The foreign secretary’s plan includes widening the net when looking for ambassadors, beyond career civil servants.
“The strength of our network is its professionalism, which has given us what I believe is the finest diplomatic service in the world,” Mr Hunt is expected to say.
“But we must never close our eyes to the approaches and skills of other industries.”
Only one or two ambassador posts will be opened up to applicants from outside the civil service, but they could include plum jobs in Washington DC and Paris.
Non-civil servants have been made ambassadors before but they are typically political appointments such as Lord Llewelyn, the UK ambassador to France. He previously served David Cameron’s government as Downing Street chief of staff.
Lord Ricketts, a former chief civil servant at the Foreign and Commonwealth Office (FCO), said it would be important that any external candidate recruited under Mr Hunt’s plan wins the position after competing for it fairly against career diplomats.

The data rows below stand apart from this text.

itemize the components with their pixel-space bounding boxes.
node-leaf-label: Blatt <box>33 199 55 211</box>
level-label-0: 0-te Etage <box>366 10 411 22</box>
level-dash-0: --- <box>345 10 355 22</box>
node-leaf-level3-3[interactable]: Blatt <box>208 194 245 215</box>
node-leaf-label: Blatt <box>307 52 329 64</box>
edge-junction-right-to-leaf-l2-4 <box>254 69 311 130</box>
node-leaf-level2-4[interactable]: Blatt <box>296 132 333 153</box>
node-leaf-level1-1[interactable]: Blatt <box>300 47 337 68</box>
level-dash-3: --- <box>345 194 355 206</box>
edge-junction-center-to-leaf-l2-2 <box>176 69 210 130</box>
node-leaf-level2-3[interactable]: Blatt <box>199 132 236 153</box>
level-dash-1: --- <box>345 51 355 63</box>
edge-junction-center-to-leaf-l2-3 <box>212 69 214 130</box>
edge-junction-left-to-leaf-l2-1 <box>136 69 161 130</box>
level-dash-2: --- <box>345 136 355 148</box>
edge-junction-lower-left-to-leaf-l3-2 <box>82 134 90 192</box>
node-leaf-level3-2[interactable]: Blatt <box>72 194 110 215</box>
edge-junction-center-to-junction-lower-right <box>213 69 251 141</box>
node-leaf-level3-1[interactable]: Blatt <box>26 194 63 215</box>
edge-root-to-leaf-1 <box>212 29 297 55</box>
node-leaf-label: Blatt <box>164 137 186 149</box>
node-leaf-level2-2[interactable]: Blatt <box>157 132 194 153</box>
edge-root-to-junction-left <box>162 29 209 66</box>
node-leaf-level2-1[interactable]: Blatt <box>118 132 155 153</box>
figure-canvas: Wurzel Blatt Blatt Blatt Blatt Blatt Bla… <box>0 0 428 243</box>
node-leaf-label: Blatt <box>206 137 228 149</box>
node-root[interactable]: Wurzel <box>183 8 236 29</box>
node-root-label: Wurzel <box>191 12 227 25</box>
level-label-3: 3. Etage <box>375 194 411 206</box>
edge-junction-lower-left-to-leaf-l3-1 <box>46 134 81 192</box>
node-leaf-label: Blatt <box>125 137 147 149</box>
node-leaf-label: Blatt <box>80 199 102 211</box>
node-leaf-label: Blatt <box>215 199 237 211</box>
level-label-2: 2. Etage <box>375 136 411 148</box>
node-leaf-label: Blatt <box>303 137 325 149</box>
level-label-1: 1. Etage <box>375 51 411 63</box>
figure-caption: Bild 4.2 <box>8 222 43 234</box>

There is also a need to avoid damaging the morale of civil servants by parachuting outsiders into the best foreign jobs, he warned.

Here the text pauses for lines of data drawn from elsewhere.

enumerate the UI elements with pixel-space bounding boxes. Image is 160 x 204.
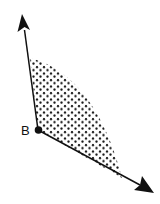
arrowhead-up-icon [18, 14, 31, 32]
vertex-label: B [21, 123, 30, 138]
arrowhead-down-right-icon [134, 176, 154, 193]
angle-diagram: B [0, 0, 160, 204]
vertex-point [35, 126, 43, 134]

“No-one will object to this being done in a small way, more than that and it will send a very bad signal,” Lord Ricketts told Sky News.

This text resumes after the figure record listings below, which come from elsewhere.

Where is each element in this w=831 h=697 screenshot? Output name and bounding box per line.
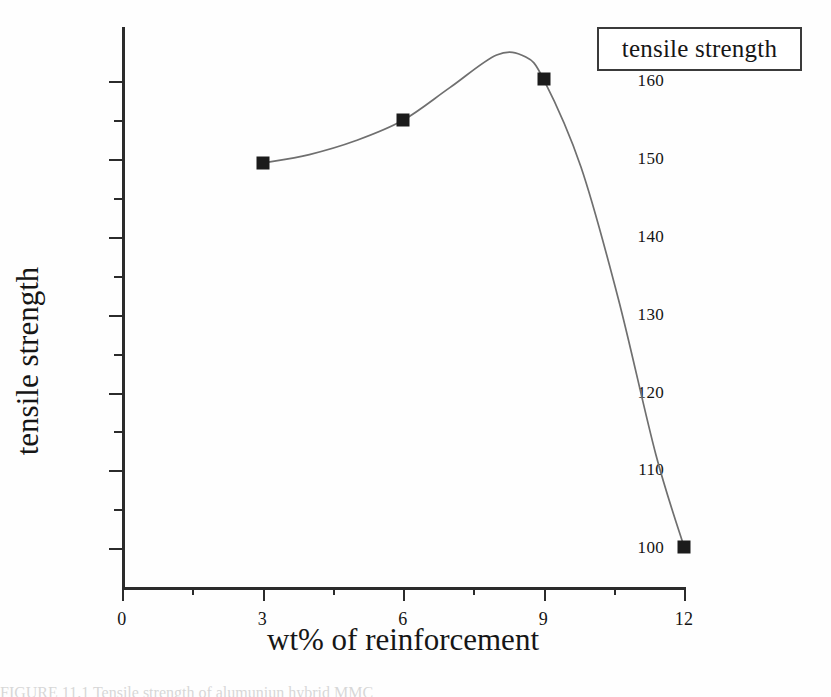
y-tick-major [109, 237, 123, 239]
y-axis-title-text: tensile strength [10, 267, 46, 456]
x-tick-major [263, 587, 265, 601]
plot-area: 100110120130140150160 036912 [122, 27, 684, 587]
series-curve [122, 27, 684, 589]
y-axis-title: tensile strength [6, 196, 50, 526]
data-point-marker [397, 114, 410, 127]
y-tick-major [109, 315, 123, 317]
data-point-marker [678, 540, 691, 553]
y-tick-major [109, 81, 123, 83]
chart-page: tensile strength tensile strength wt% of… [0, 0, 831, 697]
figure-caption: FIGURE 11.1 Tensile strength of alumuniu… [0, 684, 831, 697]
x-tick-major [544, 587, 546, 601]
data-point-marker [537, 73, 550, 86]
x-tick-label: 0 [117, 609, 126, 630]
data-point-marker [256, 157, 269, 170]
x-tick-major [122, 587, 124, 601]
y-tick-major [109, 393, 123, 395]
x-tick-label: 6 [398, 609, 407, 630]
x-tick-major [684, 587, 686, 601]
y-tick-major [109, 470, 123, 472]
x-tick-major [403, 587, 405, 601]
x-tick-label: 12 [675, 609, 694, 630]
y-tick-major [109, 159, 123, 161]
x-tick-label: 9 [539, 609, 548, 630]
y-tick-major [109, 548, 123, 550]
tensile-strength-curve [263, 52, 685, 546]
x-tick-label: 3 [258, 609, 267, 630]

A senior business figure with experience of working for the British government said hiring external talent into top diplomatic posts was a risky strategy because they would not be familiar with the bureaucracy, even though they would bring a fresh perspective.
“Without any government experience it could be quite tough because you wouldn’t know where to join up all the dots or which buttons to press,” the senior figure, who asked to remain anonymous, said.
The move on a small scale reflects the US system that enables a mixture of diplomats and political appointees to serve as ambassadors.
Woody Johnson, the US ambassador to the UK, is a businessman who was nominated by President Donald Trump.
In regrowing the UK’s footprint overseas, Mr Hunt will flesh out plans to create 12 new diplomatic missions or sites and hire almost 1,000 additional personnel.
This will include 335 new diplomatic posts overseas, 328 new roles in London, and 329 new locally-engaged staff. There will be a new embassy in Dijibouti and the upgrading of the British office in Chad to a full embassy.
Many of these moves have previously been announced.
Mr Hunt will say the Foreign Office is investing in linguistic skills. It will double the number of diplomats abroad who speak the local language from 500 to 1,000 – and increase the number of languages taught at the FCO from 50 to 70.
The 20 extra languages will vary from the Central Asian tongues of Kazakh and Kyrgyz, to Shona in Zimbabwe and Gujarati in India.
The foreign secretary will say that the UK’s network with countries around the world is underpinned by the shared values of democracy, the rule of law and a belief in free trade.
“When these values are under threat, Britain’s role – indeed obligation – is to defend them,” he is due to say.
“Which is why to do so, we must become an invisible chain linking the world’s democracies.”